To use the VM you need to retrieve the ssh key that is in your OWL dropbox folder. An example key looks like this:
cs4417-lab-xxxxxx-pem
where xxxxxx represents your email identifier.
You need to change the permissions so that it is user read-only. The command for doing so on a Mac or Linux machine is the following:
chmod 600 cs4417-lab-xxxxxx.pem
You can now use the key to ssh into the VM:
You should get the following prompt:[cs4417]>
You should enter ssh cloudera@xxxxxx
The software you need to complete the assignment is on the VM. You do not need to install anything.
Part 1: Calculate the frequency of a term in each document (20 points)
Given a set of documents, calculate the frequency of a term in each document. The output should be the term, document and number of occurrences of the term in the document. This is different from the example presented in the lectures in that the example focused on one document. In this example, the final output should consist of pairs in the following form:
((term, document identifier), count)
Submission: You should submit a zip file with the name Part1.zip. When unzipped there should be two files: mapper.py and reducer.py.

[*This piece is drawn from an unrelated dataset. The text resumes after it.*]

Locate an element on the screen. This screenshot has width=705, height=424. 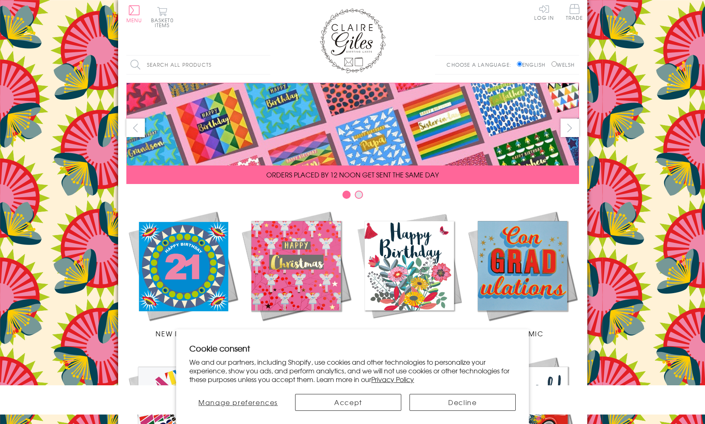
button: next is located at coordinates (570, 128).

Part 2: Count Bigrams (15 points)
Take the word count example and extend it to count bigrams which refers to sequences of two consecutive words.
You should make use of Hadoop for this part.

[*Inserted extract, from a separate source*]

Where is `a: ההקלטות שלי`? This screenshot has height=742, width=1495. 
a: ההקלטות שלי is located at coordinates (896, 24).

Submission: You should submit a zip file with the name Part2.zip. When unzipped there should be two files: mapper.py and reducer.py.
Part 3: Count Unique Bigrams (15 points)
This is an extension of part 2 where you count the number of unique bigrams. One approach is to use two MapReduce passes. The first is what you did for Part 2 and the second is something you need to develop.
Submission: You should submit a zip file with the name Part3.zip. When unzipped there should be two files for each MapReduce pass, i: mapperi.py and reduceri.py. For example, if i is 1 then you should have mapper1.py and reducer1.py and if i is 2 then you should have mapper2.py and reducer2.py.
Part 4: Term-Frequency-Inverse Document Frequency in MapReduce (40 points)
The tf-idf metric is used to determine the importance of a word within a document. You are to write a program that uses the MapReduce paradigm. However, you do not have to use Hadoop for doing so. It is sufficient to use pipes to test the program.
The formula of tf-idf for document d and term t is the following:
tf-idt,d = tft,d /N *log10(D/ dft)
where tft,d. is the number of occurrences of the term t in document d, N is the total number of words in document d, D is the total number of documents and dft is the number of documents that the term t occurs in. There are variations of the formula, but you should use the above formula since our test cases assume the above.
This requires multiple MapReduce jobs (more than 2). The first MapReduce (MR) job should calculate the term count for each term and document (tft,d).
The second MR job should calculate dft for each term.
You should figure out the rest of the MR jobs needed.
For this assignment the number of documents is needed. You should have a file called inputParameters. This file should have one number which represents the number of documents. This will make it easier for the TAs to test.
Submission: You should submit a zip file with the name Part3.zip. When unzipped there should be two files for each MapReduce pass, i: mapperi.py and reduceri.py. For example, if i is 1 then you should have mapper1.py and reducer1.py and if i is 2 then you should have mapper2.py and reducer2.py.
Part 4: Writeup (10)
Please complete the following:
IMPORTANT: Keep a copy of the assignment outside of the VM.